Considering how distant Cesar Chavez and Ronald Reagan were in philosophy, what would have the founder of the United Farm Workers thought of the Gipper starring in a film about migrant workers? I wonder if Chavez ever saw Juke Girl? A title by the way which one would never guess was about agriculture. When I first saw the title on the list of credits for Ronald Reagan, I thought it was some Forties musical with swing dancing.It's far from that. The title role is played by Ann Sheridan and she works in a roadside bar and dance club favored by the itinerant farm workers in that area of Florida. Two such migrant workers are Ronald Reagan and Richard Whorf who arrive in town. Whorf goes to work for the local wholesaler Gene Lockhart who pretty much sets prices his way as the farmers have nowhere else to sell their produce. Having lost a farm to the dust bowl in Kansas, Reagan's sympathies go out to farmer George Tobias who is trying to beat Lockhart's monopoly. The two friends become adversaries, but the friendship is strong, how strong everyone in the cast finds out before the film is over.Juke Girl with its deceptive title is a far cry from The Grapes Of Wrath, both book and film. The Joad family is on the road, not just the male breadwinner. Some of the actions Reagan takes in this film could never have been done by Tom Joad who carried responsibility for the whole Joad clan on the road. The players perform pretty much according to type. Ann Sheridan has some juicy lines, like the character she played in Torrid Zone had moved from Central America to Florida. Gene Lockhart who specialized in portraying particularly craven individuals is within his element, this may have been the most craven part Lockhart ever played.Juke Girl is hardly the sociological treatise that The Grapes Of Wrath was. But it's entertaining enough for the fans of the players in the cast.
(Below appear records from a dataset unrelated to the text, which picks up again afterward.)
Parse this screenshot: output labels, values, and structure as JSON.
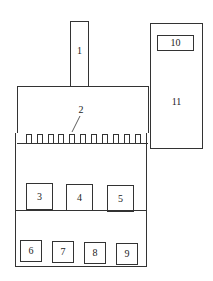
{
  "diagram": {
    "labels": {
      "b1": "1",
      "b2": "2",
      "b3": "3",
      "b4": "4",
      "b5": "5",
      "b6": "6",
      "b7": "7",
      "b8": "8",
      "b9": "9",
      "b10": "10",
      "b11": "11"
    },
    "tooth_count": 11,
    "line_color": "#333333"
  }
}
A depression story that while it entertains fails in the long haul. A too good looking Ronald Reagan plays a Tom Joad character by the name of Steve Talbot. All he wants to do farm but the local boss Madden , played against type by Gene Lockhart, doesn't want to see the farmers organize and who is aided by Steve's best friend Danny, Richard Whorf, and Madden's top henchman Cully, Howard Da Silva. And of course there is Steve's love interest Lola, Ann Sheridan. What hurts the story are the good looks of the leads. These are not the worn out physically depleted characters seen in The Grapes of Wrath. This cast looks like they just stepped right out of the latest pages of a Hollywood Magazine or Vogue. Apparently staring in this picture had no impact on the young Ronald Reagan who as president had little to none of Steve Madden but lots of Henry Madden. I guess if nothing else this film proves Reagan a good actor who was able to read the lines not live them.